Jobless eastern Europeans ‘turn to petty crime’

Police are to carry out research to find out if Poles, Bulgarians and Romanians are turning to petty crime and risk being over-represented in the crime figures, news agency ANP reports on Wednesday.


‘We want to find out how criminality is developing within this group and who they are,’ a spokesman for the national police chiefs’ association said.
For example, the research will investigate whether people who become embroiled in crime in the Netherlands did so because they lost their jobs or because they are members of criminal gangs.
The police chiefs were responding to claims in the AD that police and council officials in the big Dutch cities have noticed a sharp rise in crime committed by people from central and eastern Europe. The paper did not give any figures on its website.
The Hague’s police chief Henk van Essen focused on the problem in his New Year speech and blamed the economic crisis, the paper said.
Unemployment
‘Many people from central and eastern Europe have lost their jobs. We used to see them in public nuisance reports but they are now showing up in the crime figures. They lose their jobs and start to steal,’ Van Essen is quoted as saying. He says the rise in home break-ins in The Hague is partly due to eastern Europeans.
Rotterdam police have also decided to come down harder on eastern European suspects, the AD states.
‘Their share of car theft and break-ins is increasing. We are now more alert in areas where they cause the most nuisance,’ spokeswoman Marjan den Hollander is quoted as saying.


Problem requirements :: Each record below must be reproduced exactly as it reads, with its images omitted.

Source records
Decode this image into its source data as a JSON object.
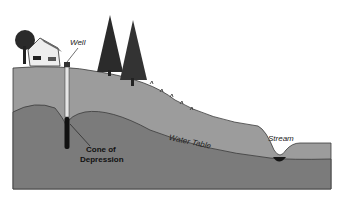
{
  "diagram": {
    "type": "groundwater cross-section",
    "labels": {
      "well": "Well",
      "water_table": "Water Table",
      "stream": "Stream",
      "cone_line1": "Cone of",
      "cone_line2": "Depression"
    },
    "colors": {
      "background": "#ffffff",
      "unsaturated_zone": "#9a9a9a",
      "saturated_zone": "#7a7a7a",
      "outline": "#3a3a3a",
      "well_casing": "#e8e8e8",
      "well_screen": "#111111",
      "stream_water": "#1a1a1a",
      "trees": "#2a2a2a",
      "house": "#eeeeee"
    }
  }
}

Answer section ::
Decode this image into its source data as a JSON object.
{
  "diagram": {
    "type": "groundwater cross-section",
    "labels": {
      "well": "Well",
      "water_table": "Water Table",
      "stream": "Stream",
      "cone_line1": "Cone of",
      "cone_line2": "Depression"
    },
    "colors": {
      "background": "#ffffff",
      "unsaturated_zone": "#9a9a9a",
      "saturated_zone": "#7a7a7a",
      "outline": "#3a3a3a",
      "well_casing": "#e8e8e8",
      "well_screen": "#111111",
      "stream_water": "#1a1a1a",
      "trees": "#2a2a2a",
      "house": "#eeeeee"
    }
  }
}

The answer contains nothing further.